When using the system call userfaultfd(), a file descriptor will be created by the kernel to establish a communication channel between the user-space and kernel. Users will be notified when a page fault occurs through the read/POLLIN, which gives the user permission to react with the page fault. It also allows users to use various UFFDIO_* input/output controls (ioctls) to manage the virtual memory registered under userfaultfd() to resolve and manage. Including copying from another space, or read from a remote source. And also importantly, the userfaultfd() can have one manager process managing multiple processes through unix domain sockets and not depend on vmas.
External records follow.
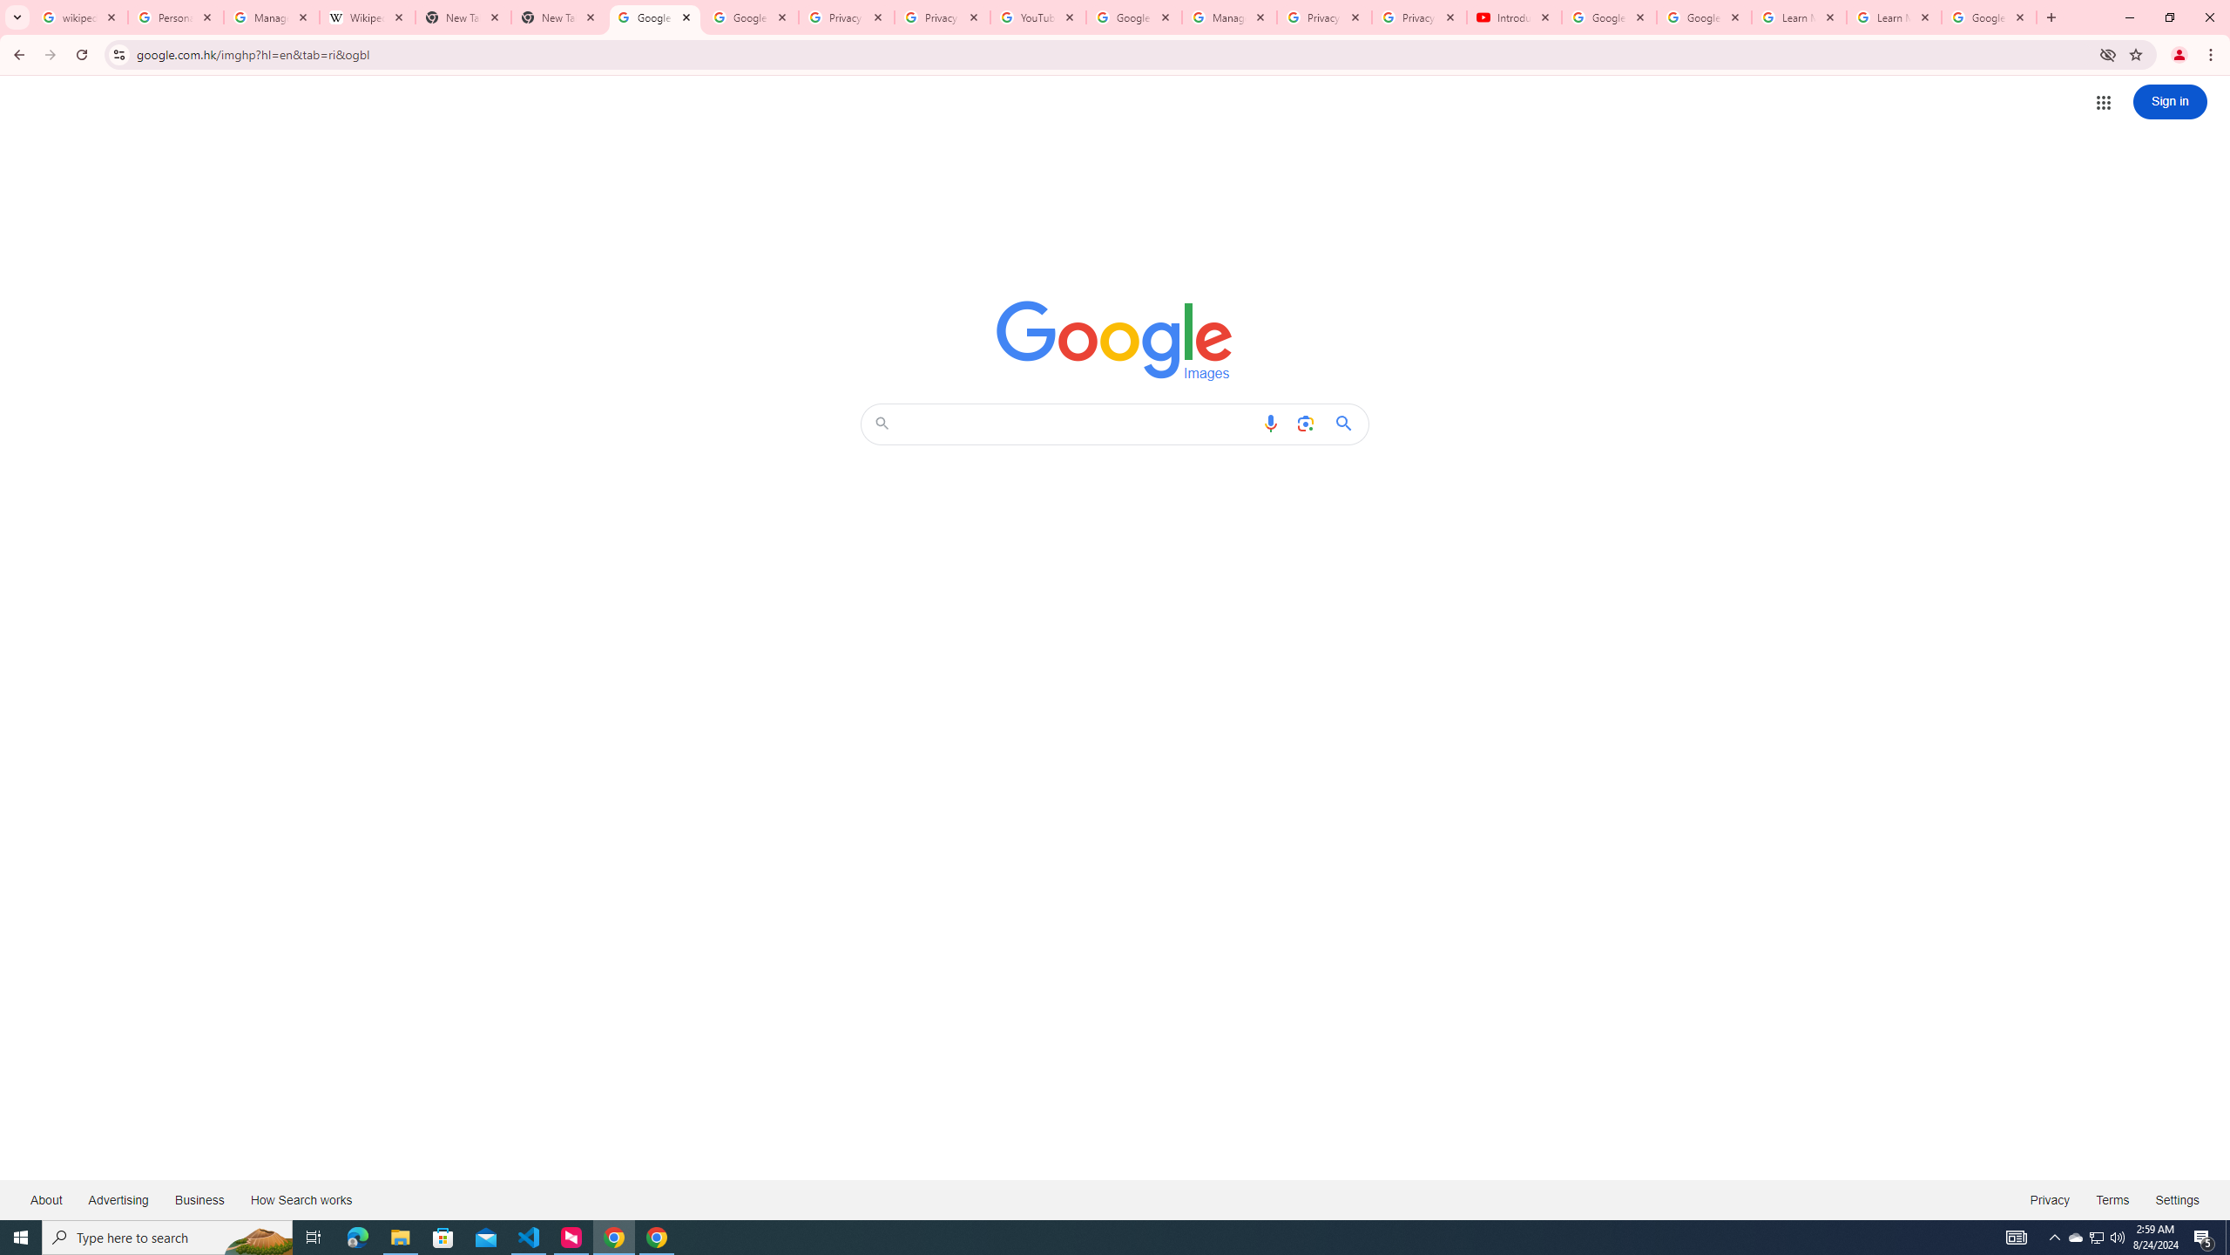 The height and width of the screenshot is (1255, 2230). What do you see at coordinates (1270, 423) in the screenshot?
I see `Search by voice` at bounding box center [1270, 423].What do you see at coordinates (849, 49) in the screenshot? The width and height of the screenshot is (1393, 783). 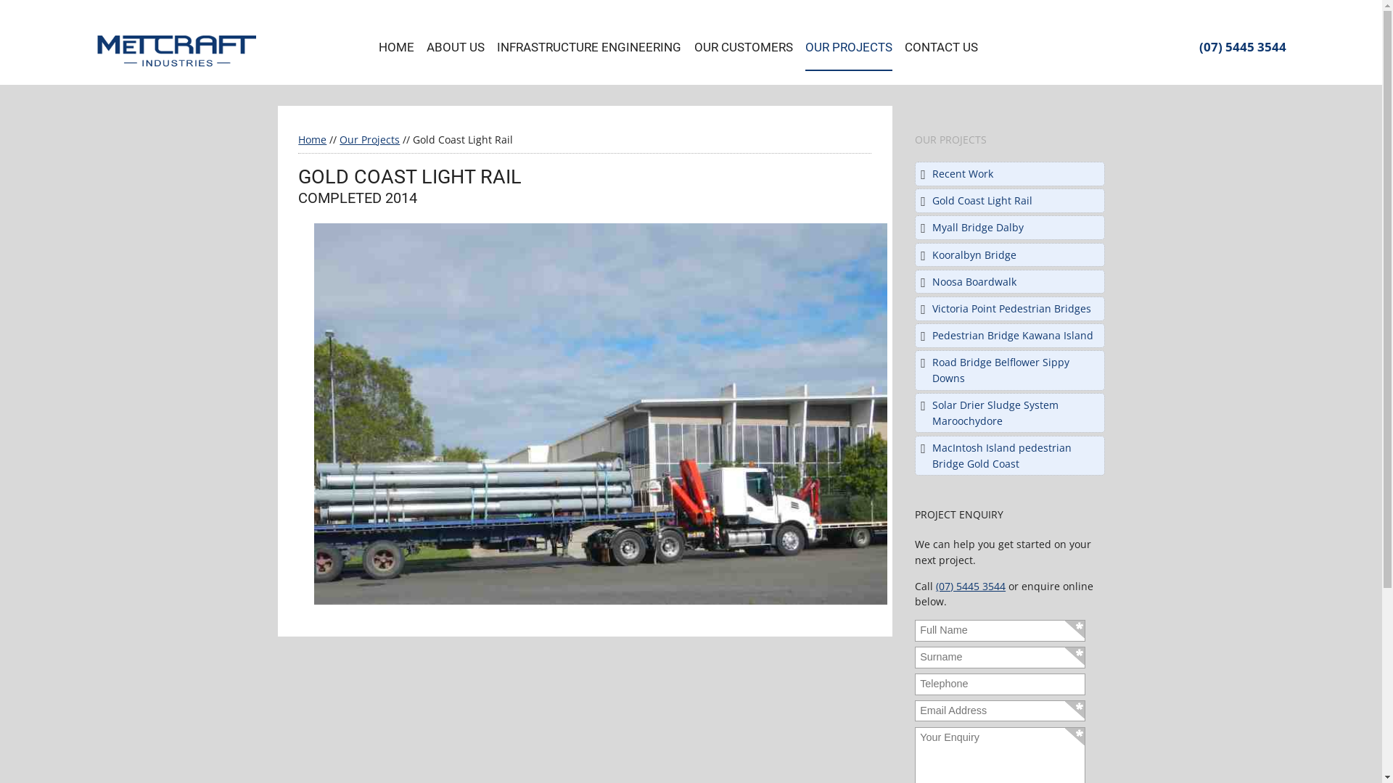 I see `OUR PROJECTS` at bounding box center [849, 49].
I have also learned that userfaultfd() is extremely helpful for Postcopy live migration, a method used to migrate a virtual machine (VM) from one physical machine to another. For precopy, it requires several rounds of precopying to migrate as much memory from the previous machine as possible before moving to the new machine which also results in dirty page problems. On the other hand, after running one pass of precopy, postcopy migration allows the virtual machine to run on the target machine. Since not all data have been transferred yet, whenever the VM accesses memory that hasn't been migrated, the userfaultfd() will be triggered. Quick EMUlator(QEMU) requests the corresponding missing memory page from the original machine through a bidirectional socket, while the virtual machine runs another process. This method can lower the VM downtime for migration.

Whenever the userfaultfd() is triggered by a page fault, a POOLIN is generated. In postcopy migration circumstances, a postcopy thread will be determining if the address page is all 0 or with actual data. If all 0, UFFDIO_ZEROPAGE will generate a 0 page locally without sending from the source. If with an actual address, the postcopy thread will transmit the page and ask UFFDIO_COPY() to map to the current machine’s memory.

Based on the link provided on the HW page, I designed a relatively simple simulation to experiment with the userfaultfd() system call. In this setup, whenever a page fault occurs, instead of allowing the kernel to handle it, the simulation intercepts the fault and resolves it by forwarding a page filled with the letter 'A' using the UFFDIO_COPY operation. It also measures and displays the latency, which represents the time taken to handle each page fault.